7. Brokeback Mountain (2005) This movie is intimate, epic, passionate, and devastating. It resonates with gays and straights alike who contemplate the awfulness of being forever denied your true love. Jake Gyllenhaal and Heath Ledger star as the cowboys whose forbidden love is doomed in this beautiful and critically acclaimed film by Ang Lee.

8. Hero (2002) This movie, set in ancient China, is visually stunning and unfolds with a series of clever narrative surprises. Passions are writ on the grandest of scales in this tale about love and revenge that blends magic and martial arts together. Starring Jet Li, Tony Chiu Wai Leung, and Maggie Cheung, this movie’s epic sweep is dazzling.

9. Le Week-End (2013) A British couple (Lindsay Duncan and Jim Broadbent) celebrating their 30th wedding anniversary returns to Paris and throughout the holiday weekend churns up a lifetime’s worth of love, pain, complaints, expectations, and yearning. This charming study on love dares to show it in equal doses of wit, regret and truth.

10. Lost in Translation (2003) Sofia Coppola’s story of two people making an undeniable and unlikely connection stars Bill Murray as an actor past his prime and Scarlett Johansson as a recent college grad. Smart and adrift, they meet at a Tokyo hotel lounge, hit it off and spend a few days together talking, drinking, singing karaoke and enjoying the sparks of their attraction.

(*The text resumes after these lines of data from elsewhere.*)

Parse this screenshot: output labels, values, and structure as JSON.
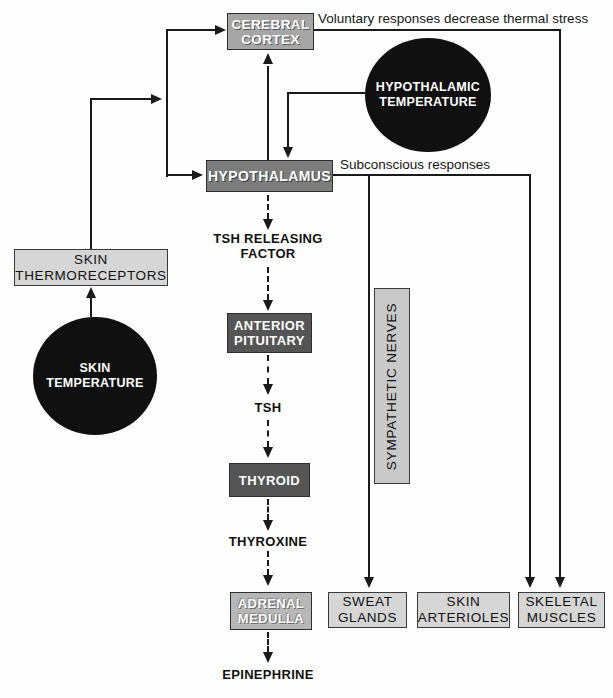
{
  "diagram": {
    "title_implicit": "Thermoregulation feedback diagram",
    "annotations": {
      "voluntary": "Voluntary responses decrease thermal stress",
      "subconscious": "Subconscious responses"
    },
    "nodes": {
      "cerebral_cortex": {
        "line1": "CEREBRAL",
        "line2": "CORTEX"
      },
      "hypothalamic_temperature": {
        "line1": "HYPOTHALAMIC",
        "line2": "TEMPERATURE"
      },
      "hypothalamus": {
        "label": "HYPOTHALAMUS"
      },
      "skin_thermoreceptors": {
        "line1": "SKIN",
        "line2": "THERMORECEPTORS"
      },
      "skin_temperature": {
        "line1": "SKIN",
        "line2": "TEMPERATURE"
      },
      "tsh_releasing_factor": {
        "line1": "TSH RELEASING",
        "line2": "FACTOR"
      },
      "anterior_pituitary": {
        "line1": "ANTERIOR",
        "line2": "PITUITARY"
      },
      "tsh": {
        "label": "TSH"
      },
      "thyroid": {
        "label": "THYROID"
      },
      "thyroxine": {
        "label": "THYROXINE"
      },
      "adrenal_medulla": {
        "line1": "ADRENAL",
        "line2": "MEDULLA"
      },
      "epinephrine": {
        "label": "EPINEPHRINE"
      },
      "sympathetic_nerves": {
        "label": "SYMPATHETIC NERVES"
      },
      "sweat_glands": {
        "line1": "SWEAT",
        "line2": "GLANDS"
      },
      "skin_arterioles": {
        "line1": "SKIN",
        "line2": "ARTERIOLES"
      },
      "skeletal_muscles": {
        "line1": "SKELETAL",
        "line2": "MUSCLES"
      }
    },
    "colors": {
      "background": "#fefefe",
      "line": "#1a1a1a",
      "box_cortex": "#a6a6a6",
      "box_hypothalamus": "#7c7c7c",
      "box_dark": "#555555",
      "box_adrenal": "#b7b7b7",
      "box_light": "#d6d6d6",
      "box_nerves": "#c9c9c9",
      "circle_fill": "#101010",
      "circle_text": "#ffffff"
    }
  }
}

11. People Places Things (2015) This wry, insightful film muses on the mercurial nature of love and touches a subject— post love and co-parenting — usually avoided. Flight of the Conchords actor Jemaine Clement plays a bewildered husband whose wife abruptly leaves him for an off-Broadway monologist. As a man struggling to make sense of his broken marriage and master the new demands of co-parenting, he delivers a marvelous performance.

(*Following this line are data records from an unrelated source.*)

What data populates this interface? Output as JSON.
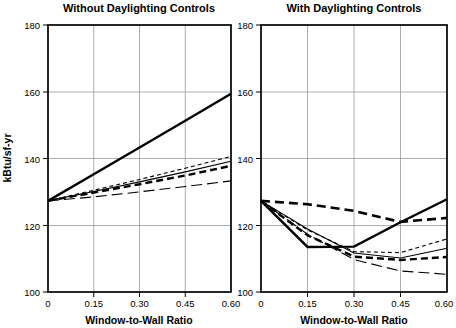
{
  "chart_data": {
    "type": "line",
    "title": "",
    "xlabel": "Window-to-Wall Ratio",
    "ylabel": "kBtu/sf-yr",
    "xlim": [
      0,
      0.6
    ],
    "ylim": [
      100,
      180
    ],
    "x_ticks": [
      "0",
      "0.15",
      "0.30",
      "0.45",
      "0.60"
    ],
    "x_tick_values": [
      0,
      0.15,
      0.3,
      0.45,
      0.6
    ],
    "y_ticks": [
      "100",
      "120",
      "140",
      "160",
      "180"
    ],
    "y_tick_values": [
      100,
      120,
      140,
      160,
      180
    ],
    "grid": true,
    "legend": "none",
    "panels": [
      {
        "title": "Without Daylighting Controls",
        "x": [
          0,
          0.15,
          0.3,
          0.45,
          0.6
        ],
        "series": [
          {
            "name": "solid-thick",
            "style": "solid",
            "width": 2.4,
            "dash": "none",
            "values": [
              127.3,
              135.3,
              143.3,
              151.3,
              159.4
            ]
          },
          {
            "name": "dashed-thick",
            "style": "dashed",
            "width": 2.4,
            "dash": "7,4",
            "values": [
              127.3,
              129.8,
              132.3,
              134.9,
              137.8
            ]
          },
          {
            "name": "dotted-thin-short-dash",
            "style": "short-dash",
            "width": 1.1,
            "dash": "4,3",
            "values": [
              127.3,
              130.5,
              133.7,
              137.1,
              140.6
            ]
          },
          {
            "name": "solid-thin",
            "style": "solid",
            "width": 1.1,
            "dash": "none",
            "values": [
              127.3,
              130.1,
              133.0,
              136.0,
              139.2
            ]
          },
          {
            "name": "long-dash-thin",
            "style": "long-dash",
            "width": 1.1,
            "dash": "11,5",
            "values": [
              127.3,
              128.5,
              130.0,
              131.6,
              133.3
            ]
          }
        ]
      },
      {
        "title": "With Daylighting Controls",
        "x": [
          0,
          0.15,
          0.3,
          0.45,
          0.6
        ],
        "series": [
          {
            "name": "solid-thick",
            "style": "solid",
            "width": 2.4,
            "dash": "none",
            "values": [
              127.3,
              113.5,
              113.6,
              120.9,
              127.8
            ]
          },
          {
            "name": "dashed-thick-upper",
            "style": "long-dash",
            "width": 2.6,
            "dash": "9,5",
            "values": [
              127.3,
              126.3,
              124.3,
              121.0,
              122.2
            ]
          },
          {
            "name": "dashed-thick-lower",
            "style": "dashed",
            "width": 2.4,
            "dash": "7,4",
            "values": [
              127.3,
              117.0,
              110.6,
              109.6,
              110.5
            ]
          },
          {
            "name": "short-dash-thin",
            "style": "short-dash",
            "width": 1.1,
            "dash": "4,3",
            "values": [
              127.3,
              118.6,
              112.1,
              111.8,
              115.9
            ]
          },
          {
            "name": "solid-thin",
            "style": "solid",
            "width": 1.1,
            "dash": "none",
            "values": [
              127.3,
              118.9,
              111.7,
              110.2,
              113.1
            ]
          },
          {
            "name": "long-dash-thin",
            "style": "long-dash",
            "width": 1.1,
            "dash": "11,5",
            "values": [
              127.3,
              117.3,
              109.7,
              106.3,
              105.3
            ]
          }
        ]
      }
    ]
  }
}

12. A Room With a View (1985) This Edwardian Merchant-Ivory costume classic is filmed with the producer-director duo’s trademark lavish beauty and finesse. Helena Bonham Carter is Lucy Honeychurch, a young woman chaperoned by her spinster relation (Maggie Smith) on a visit to Tuscany. There she meets the dashing George Emerson (Julian Sands), but is whisked away after he steals a kiss. Back in England, Lucy’s independent spirit triumphantly leads her back to George, requiring her to break off her engagement to fussy fiancé Cecil Vyse (Daniel Day-Lewis).

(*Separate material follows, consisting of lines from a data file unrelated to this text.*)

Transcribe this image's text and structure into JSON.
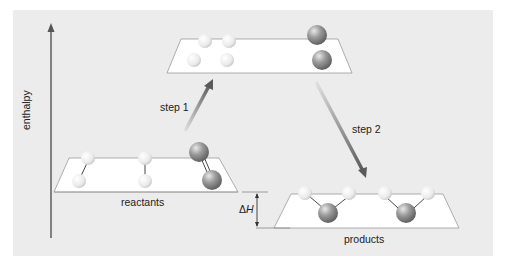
{
  "diagram": {
    "type": "enthalpy-level-diagram",
    "axis": {
      "label": "enthalpy",
      "direction": "up"
    },
    "levels": [
      {
        "id": "reactants",
        "label": "reactants",
        "position": "lower-left"
      },
      {
        "id": "intermediate",
        "label": "",
        "position": "top-center"
      },
      {
        "id": "products",
        "label": "products",
        "position": "lower-right"
      }
    ],
    "steps": [
      {
        "label": "step 1",
        "from": "reactants",
        "to": "intermediate",
        "direction": "up"
      },
      {
        "label": "step 2",
        "from": "intermediate",
        "to": "products",
        "direction": "down"
      }
    ],
    "delta_h": {
      "symbol": "Δ",
      "variable": "H"
    },
    "colors": {
      "background": "#ececec",
      "plane": "#ffffff",
      "light_atom": "#f4f4f4",
      "dark_atom": "#8a8a8a",
      "arrow": "#6a6a6a"
    }
  }
}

13. The Sound of Music (1965) The Oscar-winning Rodgers and Hammerstein musical set in Nazi-Austria is iconic cinema at its unabashedly most romantic. Maria the governess (Julie Andrews) falls in love with her employer (Christopher Plummer) and wins the hearts of his entire brood of children. There’s so much to love about this film loaded with unforgettable moments: Liesel and Rolf dancing in the gazebo, the fabulous Eleanor Parker as the worldly-wise Baroness gamely trying to play ball with the children, Maria and Captain von Trapp dancing on the patio.

14. Wings of Desire (1987) Stylish, thoughtful and sleek, this Wim Wenders movie set in Berlin follows Damiel, an angel willing to give up eternal life in exchange for being able to meet Marion, a lonely trapeze artist he’s fallen for. When they finally meet at a club (where Nick Cave is performing) they know that they’ve met their soulmates.